Perhaps members of Congress haven’t engaged more with FOSTA because the statute is, simply, embarrassing. It’s poorly and confusingly drafted; and, as a result, lawmakers—even if they’re not sympathetic to sex workers—have little to show for their work. Though sex workers are increasingly present on Capitol Hill post-FOSTA, they don’t yet make up a constituency Congress feels obliged to answer to, which makes FOSTA’s flaws easier for legislators to ignore.

Another possibility is that, precisely because it was ahead of the curve on § 230 reform, FOSTA is a poor fit for the current political dynamics around § 230. At the moment, the typical complaint expressed by Republicans is frustration that platforms have taken down content that members of Congress would prefer they leave up. They’re looking for platforms to moderate less—or perhaps not at all. FOSTA, though, was driven by a desire for platforms to moderate more. Likewise, FOSTA also isn’t a helpful example for Democrats pushing reforms to § 230 in an effort to force platforms to take aggressive action against racist and extremist content and bad information about coronavirus vaccines. FOSTA’s uneven legacy cuts against the idea that tweaks to § 230 represent a quick or uncomplicated fix to the underlying problems—which is not necessarily a message that many Democrats want to hear.

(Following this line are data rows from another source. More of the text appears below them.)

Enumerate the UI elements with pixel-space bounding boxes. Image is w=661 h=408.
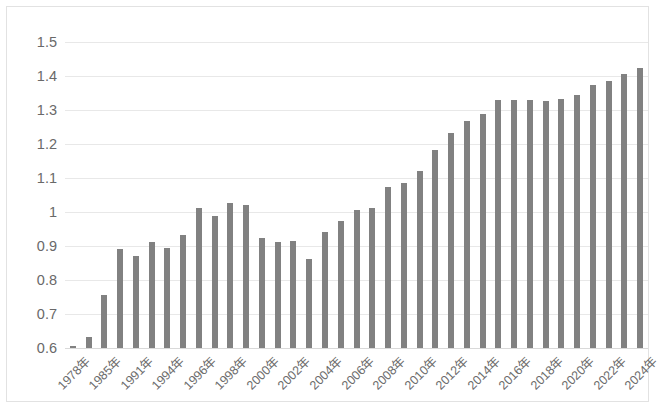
bar [574,95,580,348]
bar [243,205,249,348]
bar [417,171,423,348]
bar [527,100,533,348]
y-axis-tick-label: 0.9 [37,238,57,254]
x-axis-tick-label: 2022年 [588,351,630,393]
y-axis-tick-label: 1.1 [37,170,57,186]
bar [338,221,344,349]
x-axis-tick-label: 2004年 [304,351,346,393]
y-axis-tick-label: 1 [49,204,57,220]
bar [558,99,564,348]
x-axis-tick-label: 2016年 [493,351,535,393]
bar [590,85,596,349]
bar [621,74,627,348]
x-axis-tick-label: 1996年 [178,351,220,393]
bar [369,208,375,348]
bar [322,232,328,348]
bar [275,242,281,348]
bar [385,187,391,348]
x-axis-tick-label: 1991年 [115,351,157,393]
x-axis: 1978年1985年1991年1994年1996年1998年2000年2002年… [65,351,661,408]
x-axis-tick-label: 2020年 [556,351,598,393]
bar [259,238,265,349]
x-axis-tick-label: 1985年 [84,351,126,393]
y-axis-tick-label: 0.8 [37,272,57,288]
y-axis-tick-label: 1.3 [37,102,57,118]
y-axis: 1.51.41.31.21.110.90.80.70.6 [7,7,65,401]
bar [354,210,360,348]
x-axis-tick-label: 2024年 [619,351,661,393]
x-axis-tick-label: 1998年 [210,351,252,393]
bar [196,208,202,348]
bar [543,101,549,348]
x-axis-tick-label: 2002年 [273,351,315,393]
plot-area [65,42,648,348]
x-axis-tick-label: 2018年 [525,351,567,393]
plot-frame: 1.51.41.31.21.110.90.80.70.6 1978年1985年1… [6,6,649,402]
x-axis-tick-label: 2000年 [241,351,283,393]
bar [101,295,107,348]
bar [448,133,454,348]
bar [86,337,92,348]
bar [495,100,501,348]
x-axis-tick-label: 2012年 [430,351,472,393]
y-axis-tick-label: 1.4 [37,68,57,84]
bar [212,216,218,348]
bar [606,81,612,348]
y-axis-tick-label: 1.5 [37,34,57,50]
x-axis-tick-label: 2006年 [336,351,378,393]
bar [290,241,296,348]
bar [149,242,155,348]
x-axis-tick-label: 2014年 [462,351,504,393]
y-axis-tick-label: 0.7 [37,306,57,322]
x-axis-tick-label: 1994年 [147,351,189,393]
gridline [65,42,648,43]
bar [133,256,139,348]
x-axis-tick-label: 2010年 [399,351,441,393]
bar [637,68,643,349]
y-axis-tick-label: 0.6 [37,340,57,356]
bar [180,235,186,348]
bar [117,249,123,348]
bar [464,121,470,348]
bar [432,150,438,348]
bar [480,114,486,348]
gridline [65,76,648,77]
y-axis-tick-label: 1.2 [37,136,57,152]
bar [227,203,233,348]
bar [511,100,517,348]
bar [401,183,407,348]
bar [164,248,170,348]
x-axis-baseline [65,348,648,349]
x-axis-tick-label: 2008年 [367,351,409,393]
bar [306,259,312,348]
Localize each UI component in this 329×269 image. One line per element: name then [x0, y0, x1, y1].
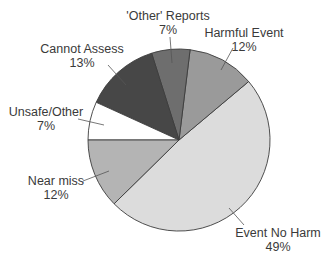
- pct-cannot-assess: 13%: [69, 56, 94, 70]
- label-event-no-harm: Event No Harm: [235, 226, 320, 240]
- pie: [88, 49, 270, 231]
- pct-harmful-event: 12%: [231, 40, 256, 54]
- label-cannot-assess: Cannot Assess: [40, 42, 123, 56]
- pct-near-miss: 12%: [43, 188, 68, 202]
- label-unsafe-other: Unsafe/Other: [9, 105, 83, 119]
- label-harmful-event: Harmful Event: [204, 26, 284, 40]
- label-other-reports: 'Other' Reports: [126, 9, 209, 23]
- pct-other-reports: 7%: [159, 23, 177, 37]
- pct-unsafe-other: 7%: [37, 119, 55, 133]
- pie-chart: 'Other' Reports 7% Harmful Event 12% Can…: [0, 0, 329, 269]
- label-near-miss: Near miss: [28, 174, 84, 188]
- pct-event-no-harm: 49%: [265, 240, 290, 254]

But for all the reasons that members of Congress might prefer to ignore FOSTA, the law is worth paying attention to as lawmakers continue to propose reforms to § 230. The liability shield, it turns out, is a sensitive dial: Small adjustments can have wide-reaching, and unanticipated, effects. That doesn’t mean that lawmakers can’t fiddle with the dial at all. They should, however, consider the possible outcomes carefully—and with as much information as possible in hand—before tinkering with the dashboard.

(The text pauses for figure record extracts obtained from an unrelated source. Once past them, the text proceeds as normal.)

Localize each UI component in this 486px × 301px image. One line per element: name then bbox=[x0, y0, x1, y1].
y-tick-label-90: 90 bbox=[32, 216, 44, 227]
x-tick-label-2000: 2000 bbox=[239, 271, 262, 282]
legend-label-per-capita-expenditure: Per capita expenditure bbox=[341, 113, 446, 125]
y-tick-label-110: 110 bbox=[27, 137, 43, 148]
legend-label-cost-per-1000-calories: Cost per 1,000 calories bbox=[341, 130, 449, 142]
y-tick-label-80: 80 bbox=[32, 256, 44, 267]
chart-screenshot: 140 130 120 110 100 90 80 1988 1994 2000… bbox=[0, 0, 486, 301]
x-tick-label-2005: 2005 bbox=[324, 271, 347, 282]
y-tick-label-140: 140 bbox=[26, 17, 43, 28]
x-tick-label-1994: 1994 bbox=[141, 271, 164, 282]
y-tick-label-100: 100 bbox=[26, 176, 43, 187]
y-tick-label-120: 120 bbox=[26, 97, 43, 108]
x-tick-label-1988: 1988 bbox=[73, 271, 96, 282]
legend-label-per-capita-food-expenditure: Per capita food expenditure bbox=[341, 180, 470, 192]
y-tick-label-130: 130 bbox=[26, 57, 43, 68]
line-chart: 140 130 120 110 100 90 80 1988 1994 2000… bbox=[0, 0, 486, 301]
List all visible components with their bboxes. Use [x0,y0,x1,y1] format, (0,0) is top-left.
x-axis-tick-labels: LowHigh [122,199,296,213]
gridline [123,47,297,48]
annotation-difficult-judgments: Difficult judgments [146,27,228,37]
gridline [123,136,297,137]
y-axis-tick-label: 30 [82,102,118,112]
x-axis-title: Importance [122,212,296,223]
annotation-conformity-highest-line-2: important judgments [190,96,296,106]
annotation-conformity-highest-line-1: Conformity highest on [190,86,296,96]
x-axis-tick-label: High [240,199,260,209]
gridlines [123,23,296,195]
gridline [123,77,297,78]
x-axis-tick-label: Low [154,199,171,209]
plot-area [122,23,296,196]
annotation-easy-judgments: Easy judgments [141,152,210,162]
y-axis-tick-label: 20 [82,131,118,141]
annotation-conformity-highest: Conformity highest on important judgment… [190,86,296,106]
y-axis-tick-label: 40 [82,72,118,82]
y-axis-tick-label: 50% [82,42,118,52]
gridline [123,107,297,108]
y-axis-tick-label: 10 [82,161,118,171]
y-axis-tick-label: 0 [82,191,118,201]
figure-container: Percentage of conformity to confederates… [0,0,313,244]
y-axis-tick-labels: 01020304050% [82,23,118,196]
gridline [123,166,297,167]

In particular, FOSTA’s legacy suggests that Congress should pay special attention to how any proposed changes to § 230 could affect vulnerable constituencies. Right now, women, people of color, and members of other groups subject to harassment and discrimination disproportionately shoulder the costs of § 230. But as FOSTA shows, the frustrating irony is that vulnerable people are also likely to suffer from the sort of overly aggressive moderation that could result from sloppy changes to § 230.

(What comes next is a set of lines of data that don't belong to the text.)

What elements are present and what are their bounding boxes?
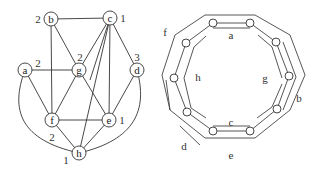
weight-h: 1	[63, 154, 69, 166]
edge-b-c	[51, 18, 110, 19]
node-b: b	[44, 12, 58, 26]
svg-text:f: f	[50, 114, 54, 126]
right-diagram: a b c d e f g h	[162, 15, 305, 161]
label-a: a	[229, 29, 234, 41]
label-e: e	[229, 149, 234, 161]
edge-c-h	[79, 18, 110, 153]
diagram-canvas: b c a g d f e h 2 1 2 2 3 2 1 1	[0, 0, 314, 173]
edge-c-f	[90, 18, 110, 80]
edge-d-e	[109, 70, 137, 120]
node-c: c	[103, 11, 117, 25]
svg-text:d: d	[134, 64, 140, 76]
weight-f: 2	[49, 131, 55, 143]
weight-a: 2	[35, 57, 41, 69]
svg-text:e: e	[107, 114, 112, 126]
edge-c-e	[109, 18, 110, 120]
label-h: h	[195, 71, 201, 83]
edge-c-g	[79, 18, 110, 70]
label-c: c	[229, 116, 234, 128]
node-g: g	[72, 63, 86, 77]
label-b: b	[296, 92, 302, 104]
weight-c: 1	[120, 12, 126, 24]
left-graph: b c a g d f e h 2 1 2 2 3 2 1 1	[18, 11, 144, 166]
outer-decagon	[162, 15, 305, 138]
svg-text:g: g	[76, 64, 82, 76]
node-f: f	[45, 113, 59, 127]
edge-b-g	[51, 19, 79, 70]
edges	[19, 18, 141, 153]
label-f: f	[163, 26, 167, 38]
label-d: d	[181, 140, 187, 152]
node-a: a	[18, 63, 32, 77]
svg-text:h: h	[76, 147, 82, 159]
label-g: g	[262, 72, 268, 84]
edge-g-e	[79, 70, 109, 120]
weight-e: 1	[119, 114, 125, 126]
weight-b: 2	[35, 13, 41, 25]
edge-a-f	[25, 70, 52, 120]
node-d: d	[130, 63, 144, 77]
edge-g-f	[52, 70, 79, 120]
svg-text:b: b	[48, 13, 54, 25]
node-e: e	[102, 113, 116, 127]
svg-text:a: a	[23, 64, 28, 76]
weight-g: 2	[77, 51, 83, 63]
edge-c-d	[110, 18, 137, 70]
node-h: h	[72, 146, 86, 160]
svg-text:c: c	[108, 12, 113, 24]
nodes: b c a g d f e h	[18, 11, 144, 160]
weight-d: 3	[134, 51, 140, 63]
edge-b-f	[51, 19, 52, 120]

To an extent, proposals for § 230 have become somewhat more nuanced since the early days of the statute’s abrupt prominence. Fewer politicians are now calling for § 230’s outright repeal. Notably, the idea of distinguishing between platforms of different scales and functions has become more common in repeal proposals—a contrast from 2018, when FOSTA created chaos online in part because the statute established the same muddled standard of liability across both small and enormous companies providing a wide range of different services.

But lawmakers have not embraced this nuance universally. In February 2022, the Senate Judiciary Committee favorably reported out the EARN IT Act, a bipartisan bill that would—among other things—remove § 230 protection for child sexual abuse material at both the state and federal levels and create additional legal risk for platforms employing end-to-end encryption. Many of the sex workers and advocacy groups who lobbied against FOSTA are now warning that EARN IT could have similarly devastating effects by creating yet another poorly defined liability regime that encourages cautious platforms to remove wide swathes of material, including content that has nothing to do with child sexual abuse.

Hopefully, legislators will take heed of these concerns if and when the bill advances to the Senate floor. So far, though, the shape of EARN IT suggests that Congress has not been listening. And there is little sign that EARN IT’s drafters have learned from what happened in 2018. Introducing the bill before the Senate Judiciary Committee in February, the committee’s ranking member, Chuck Grassley, proudly noted his previous support for an early version of the legislation that would become FOSTA.


Quinta Jurecic is a fellow in Governance Studies at the Brookings Institution and a senior editor at Lawfare. She previously served as Lawfare's managing editor and as an editorial writer for the Washington Post.